Israel, Palestinians on alert for Gaza pullout
By Jeffrey Heller
JERUSALEM (Reuters) – Israeli and Palestinian forces were
ordered to move into position on Sunday to secure the impending
evacuation of Jewish settlements in the Gaza Strip.
“From Sunday morning, Israeli police are going to be on
their highest alert,” national police commissioner Moshe Karadi
said, announcing a series of roadblocks in southern Israel to
block pullout opponents from slipping into Gaza settlements.
A Palestinian task force was also due to deploy in areas
near the settlement enclaves to prevent any attempt by
Palestinian militants to disrupt an evacuation scheduled to
begin on Wednesday.
Palestinian Interior Minister Nasser Youssef instructed the
security forces to raise their “level of readiness” to 100
percent, his ministry said on Saturday.
Israel intends on Monday to issue eviction notices in all
21 settlements in Gaza and four of 120 in the West Bank under
Prime Minister Ariel Sharon’s plan, enshrined in law, to
“disengage” from occupied areas he regards of little security
value.
The 9,000 settlers ordered out will have a 48-hour grace
period to leave before unarmed Israeli evacuation squads arrive
early on Wednesday to remove any holdouts.
“Our prayers will save us,” said Benny Cohen, 55, of the
Gaza settlement of Neve Dekalim.
The settlement’s synagogues were filled with worshippers
late on Saturday reading from the Book of Lamentations on the
Jewish fast day of Tisha B’Av, when the devout mourn the
ancient destruction of Jerusalem’s two biblical Temples.
“Tonight is tinged with sadness and future generations will
look at this day with awe,” said Yohanan Abramovich, 19, a West
Bank settler who managed to reach Neve Dekalim despite a
month-old army entry ban on non-residents.
ISRAELI POLICE CHIEF BELIEVES PULLOUT WILL BE PEACEFUL
In an interview on Israel’s Channel Two TV on Saturday,
Karadi said some 3,000 settler supporters had made it to Gush
Katif, the largest Gaza settlement bloc, despite the closure.
“I believe that ultimately the evacuation and the protests
will end without casualties,” Karadi said.
Thousands of Israeli police and soldiers, divided into
16-member squads, have been training for weeks — including in
mock settlements — on the best way to face down defiance
peacefully and carry away recalcitrant settlers.
Karadi said the government would likely decide on Monday
which settlements would be evacuated first in an operation a
senior official estimated would be completed by September 4.
Government figures show more than half of the settlers due
to be removed have applied for state compensation, a sign they
intend to leave quietly.
Once the settlers are out, Israeli bulldozers will demolish
their homes under a deal with the Palestinian Authority, which
wants to build high-rise housing to ease crowded conditions in
densely populated Gaza, where 1.4 million Palestinians live.
Palestinians welcome the withdrawal but fear the plan is a
ruse to trade tiny Gaza for much of the occupied West Bank,
where 230,000 settlers and 2.4 million Palestinians live, and
deny them the state they seek.

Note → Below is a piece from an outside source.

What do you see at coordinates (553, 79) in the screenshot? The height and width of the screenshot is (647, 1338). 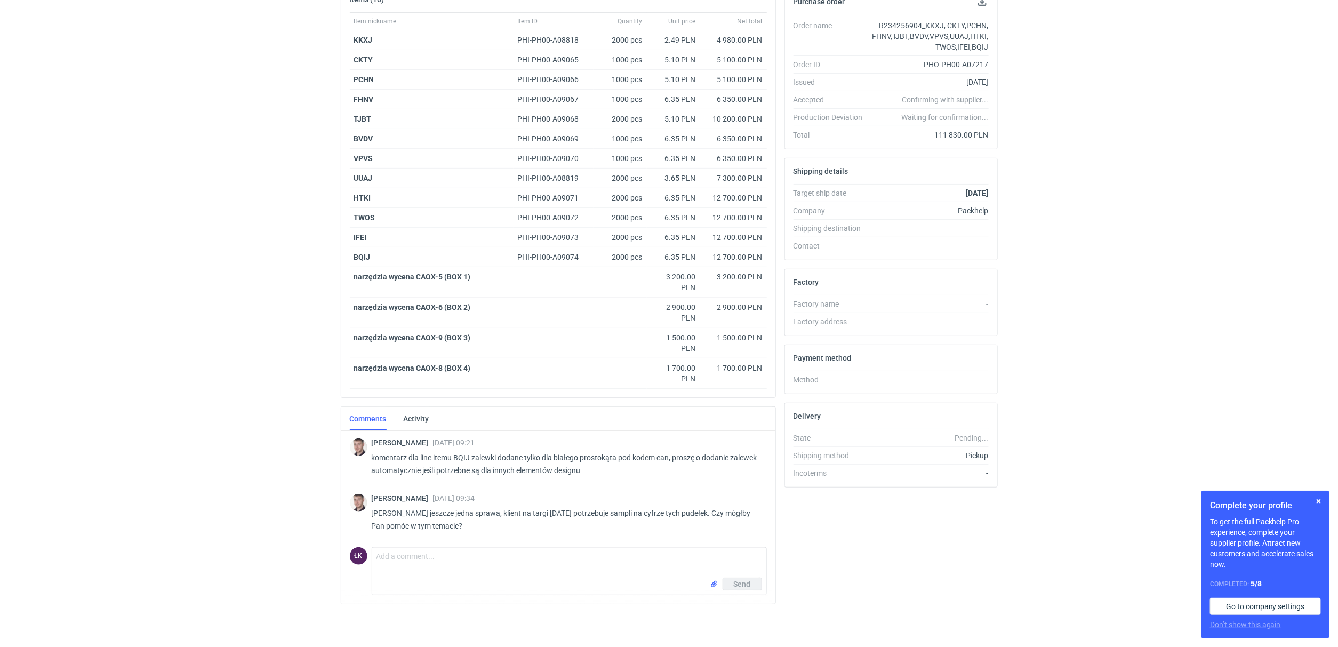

The World Court describes the
Israeli settlements as illegal. Israel disputes this.
In Arab East Jerusalem, thousands of Israeli police
deployed to head off any clashes between Muslims and observant
Jews praying on Tisha B’Av at the Western Wall, adjacent to a
mosque compound known to Muslims as Haram al-Sharif and to Jews
as Temple Mount.
Violence at the holy site could inflame religious and
political passions at a time when both Israel and the
Palestinian Authority are hoping for a smooth Gaza withdrawal.